As he lay in bed, he would often consult by telephone with belly dancer friends of his. . . . Monty had been enthralled with belly dancing since he first watched a performance at a little club next to the Port Authority bus terminal in the early 1970s.

He recalled that although he had gone to the club on a lark, “As soon as I saw what the dancer was doing, having been a professional dancer all my life, I realized there was a dynamic form to this.”
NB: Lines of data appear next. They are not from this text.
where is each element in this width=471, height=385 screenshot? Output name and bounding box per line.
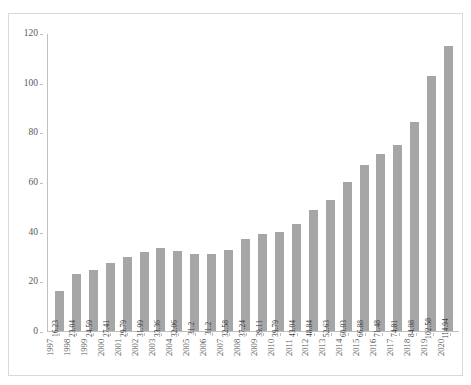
- x-axis-tick-label: 2009: [250, 339, 259, 356]
- bar[interactable]: 31.2: [190, 254, 199, 331]
- bar-slot: 84.08: [406, 34, 423, 331]
- x-axis-tick-label: 2006: [199, 339, 208, 356]
- bar[interactable]: 52.63: [326, 200, 335, 331]
- y-axis-tick-label: 60: [8, 178, 38, 188]
- x-axis-tick-label: 2005: [182, 339, 191, 356]
- x-axis-tick-label: 2010: [267, 339, 276, 356]
- x-axis-tick-mark: [263, 333, 264, 336]
- x-axis-tick-mark: [93, 333, 94, 336]
- x-axis-tick-mark: [76, 333, 77, 336]
- y-axis-tick-mark: [40, 332, 43, 333]
- bar-slot: 31.2: [186, 34, 203, 331]
- x-axis-tick-label: 2020: [437, 339, 446, 356]
- x-axis-tick-mark: [433, 333, 434, 336]
- x-axis-tick-mark: [127, 333, 128, 336]
- x-axis-tick-mark: [178, 333, 179, 336]
- bar[interactable]: 60.03: [343, 182, 352, 331]
- x-axis-tick-label: 2002: [131, 339, 140, 356]
- y-axis-tick-label: 100: [8, 79, 38, 89]
- x-axis-tick-label: 2001: [114, 339, 123, 356]
- bar[interactable]: 31.99: [140, 252, 149, 331]
- bar[interactable]: 102.58: [427, 76, 436, 331]
- y-axis-tick-mark: [40, 34, 43, 35]
- bar[interactable]: 31.2: [207, 254, 216, 331]
- x-axis-tick-label: 1999: [80, 339, 89, 356]
- x-axis-tick-mark: [382, 333, 383, 336]
- bar-slot: 71.48: [373, 34, 390, 331]
- bar[interactable]: 37.24: [241, 239, 250, 331]
- bar[interactable]: 48.84: [309, 210, 318, 331]
- bar[interactable]: 39.11: [258, 234, 267, 331]
- bar-slot: 32.06: [169, 34, 186, 331]
- x-axis-tick-label: 2004: [165, 339, 174, 356]
- bar[interactable]: 84.08: [410, 122, 419, 331]
- y-axis-tick-label: 20: [8, 278, 38, 288]
- bar[interactable]: 16.23: [55, 291, 64, 331]
- bar[interactable]: 24.59: [89, 270, 98, 331]
- x-axis-tick-label: 2011: [284, 339, 293, 356]
- bar[interactable]: 32.06: [173, 251, 182, 331]
- bar[interactable]: 74.81: [393, 145, 402, 331]
- y-axis-tick-mark: [40, 233, 43, 234]
- x-axis-tick-label: 2000: [97, 339, 106, 356]
- bar[interactable]: 32.58: [224, 250, 233, 331]
- bar-slot: 33.36: [153, 34, 170, 331]
- x-axis-tick-label: 2015: [352, 339, 361, 356]
- bar[interactable]: 39.79: [275, 232, 284, 331]
- bar-slot: 23.04: [68, 34, 85, 331]
- x-axis-tick-label: 2014: [335, 339, 344, 356]
- bar[interactable]: 29.79: [123, 257, 132, 331]
- x-axis-tick-label: 1998: [63, 339, 72, 356]
- bar-slot: 27.41: [102, 34, 119, 331]
- bar-slot: 66.88: [356, 34, 373, 331]
- bar-slot: 29.79: [119, 34, 136, 331]
- bar-slot: 74.81: [389, 34, 406, 331]
- x-axis: 1997199819992000200120022003200420052006…: [48, 333, 460, 373]
- bar[interactable]: 71.48: [376, 154, 385, 332]
- x-axis-tick-label: 2018: [403, 339, 412, 356]
- x-axis-tick-label: 1997: [46, 339, 55, 356]
- plot-area: 16.2323.0424.5927.4129.7931.9933.3632.06…: [47, 34, 459, 332]
- bar-slot: 24.59: [85, 34, 102, 331]
- x-axis-tick-label: 2003: [148, 339, 157, 356]
- x-axis-tick-label: 2012: [301, 339, 310, 356]
- x-axis-tick-mark: [416, 333, 417, 336]
- bar-slot: 16.23: [51, 34, 68, 331]
- bar[interactable]: 27.41: [106, 263, 115, 331]
- x-axis-tick-mark: [297, 333, 298, 336]
- y-axis-tick-label: 40: [8, 228, 38, 238]
- bar-slot: 48.84: [305, 34, 322, 331]
- bar[interactable]: 33.36: [156, 248, 165, 331]
- chart-frame: 020406080100120 16.2323.0424.5927.4129.7…: [8, 13, 463, 376]
- x-axis-tick-label: 2008: [233, 339, 242, 356]
- x-axis-tick-mark: [246, 333, 247, 336]
- bar-slot: 31.99: [136, 34, 153, 331]
- x-axis-tick-mark: [450, 333, 451, 336]
- screenshot-root: 020406080100120 16.2323.0424.5927.4129.7…: [0, 0, 471, 385]
- x-axis-tick-mark: [331, 333, 332, 336]
- y-axis-tick-mark: [40, 282, 43, 283]
- x-axis-tick-mark: [110, 333, 111, 336]
- bar[interactable]: 23.04: [72, 274, 81, 331]
- x-axis-tick-mark: [59, 333, 60, 336]
- bar[interactable]: 43.04: [292, 224, 301, 331]
- x-axis-tick-mark: [314, 333, 315, 336]
- bar[interactable]: 66.88: [360, 165, 369, 331]
- bar-slot: 60.03: [339, 34, 356, 331]
- x-axis-tick-mark: [348, 333, 349, 336]
- y-axis-tick-label: 80: [8, 129, 38, 139]
- y-axis: 020406080100120: [9, 34, 43, 332]
- y-axis-tick-mark: [40, 183, 43, 184]
- bar-slot: 31.2: [203, 34, 220, 331]
- x-axis-slot: 2020: [441, 333, 458, 373]
- y-axis-tick-mark: [40, 84, 43, 85]
- bar-slot: 43.04: [288, 34, 305, 331]
- x-axis-tick-mark: [195, 333, 196, 336]
- bar-slot: 114.94: [440, 34, 457, 331]
- bar[interactable]: 114.94: [444, 46, 453, 331]
- bar-slot: 102.58: [423, 34, 440, 331]
- x-axis-tick-mark: [161, 333, 162, 336]
- x-axis-tick-mark: [365, 333, 366, 336]
- x-axis-tick-mark: [399, 333, 400, 336]
- x-axis-tick-label: 2016: [369, 339, 378, 356]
But although he had become close friends with many dancers, by the time of the onset of Monty’s illness, he never once mentioned that he had AIDS. “It was just an unspoken knowledge between us,” said Serena Wilson, one of those dancers, during an interview. “I hate to have him read this, but within months he’s aged years. From a vigorous-looking young man he’s become an old man. His hair turned gray, his face lacked color and he walked with a stoop.”

Morocco, another Middle-Eastern dancer, also helped Monty with his research.

“We would have one-, or two-, or three hour conversations while he was at home, while he was in the hospital,” said Morocco, 46, whose nonprofessional name is Carolina Varga Dinicu. “Any tangent I could send him on, that would keep the adrenaline up, I would, because 90% of surviving is wanting to.”

At 1:15 p.m. on April 29, Monty slumped into a blue wing chair in the Payne room to defend his dissertation. He wore a gray, pin-striped suit that hung loosely from his shoulders and thighs, and a black-and-gold brocade tie.

Seated around an oblong table in front of him were Rowe, chairperson of the Dance and Dance Education Department, and four other NYU professors.Before long, the room became stuffy. But because of the noise outside on Washington Square, the windows could not be opened, and the air conditioner could not be turned on because, as Rowe pointed out, “it’d be too much on” Monty.

One professor complained that the thesis was too much of a chronology, saying, “I kept saying to myself, I wonder why I’m reading this. . . why is he telling me all this?” another wanted to know more about male belly dancers. After about an hour and a half of this, the professors asked Monty and a group of friends including Morocco and Serena to leave the room.

The deliberations apparently went smoothly, because after only 10 minutes, the professors agreed to award Monty his doctorate.

“Did we give him the degree?” Rowe said later when asked whether Monty’s condition had played a part in the panel’s decision. “By no means. He earned it.

“It’s as if the mind has that body in control,” she said. “Almost three months ago when he came in it was almost as if he had dropsy. He could hardly control his feet. He’s turned around a couple of times. Let’s hope this will be another.”